Pete Hammond (Deadline)
“As for Oldman’s Churchill the only word to properly describe it is ‘towering.’ Every now and then, an actor finds a role he was born to play and that is definitely the case this time. Oldman blasts through this film with such force and dominance it is hard to imagine anyone else coming along this year that can steal the Best Actor Oscar from him, but the season has six months to go so fasten your seat belts.”

Peter Debruge (Variety)
“Dialing things back from his relatively garish adaptations of Anna Karenina and Pan, this more elegant film’s style brilliantly marries the classical with the cutting-edge, relying on regular composer Dario Marianelli and his swirling, march-like motifs for much of its energy. Working for the first time with DP Bruno Delbonnel, Wright frames the House of Commons from angles that suggest 18th-century painting, and pushes the contrast to such an extreme that the look — with its deep shadows and near-blinding highlights — recalls black-and-white films of the era. At the same time, he innovates, breaking from the walk-and-talk political-drama template introduced by The West Wing (from which House of Cards and so many others still borrow) in favor of a more dynamic, omniscient camera, with which he navigates the halls of power.”

Todd McCarthy (The Hollywood Reporter)
“Oldman enthusiastically plays right into this with a boisterous performance that, physically and vocally, may not match up precisely with the Churchill the public can still behold in any number of vintage newsreels and recordings but which, ironically, may help win the old lion a new generation of fans.”

David Ehrlich (IndieWire)
“One of the few actors whose performances are regularly big enough to be seen from space, Oldman has met his match.
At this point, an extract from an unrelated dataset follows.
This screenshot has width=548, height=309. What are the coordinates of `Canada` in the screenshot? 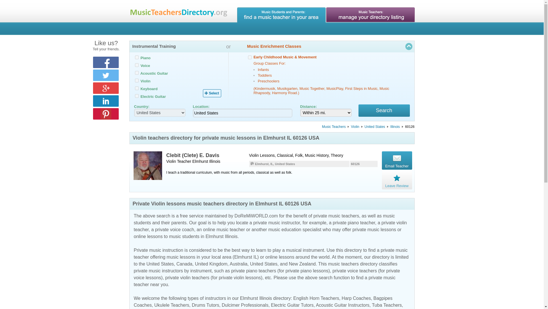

Here, for the first time, the star has found a character who’s larger than life itself; no matter how much hot air Oldman breathes into this balloon, it’s never going to pop. His Churchill might be the first lead performance in film history that’s delivered entirely in shouts, but it works. Barely recognizable underneath 100 pounds of jowls, Oldman disappears into the role, and that’s all to its benefit. If Wright’s film is an intricate timepiece, then Oldman is the machinery just under its face: “Darkest Hour” doesn’t work without him, but it’s best that he remains invisible. Besides, how exciting could it possibly be to watch another British screen legend wind up their Winnie? Hell, with John Lithgow doing such a fine job of it on The Crown, even the American greats have gotten it down. No, this movie isn’t remarkable for what Oldman does, but rather for what Wright does with him.”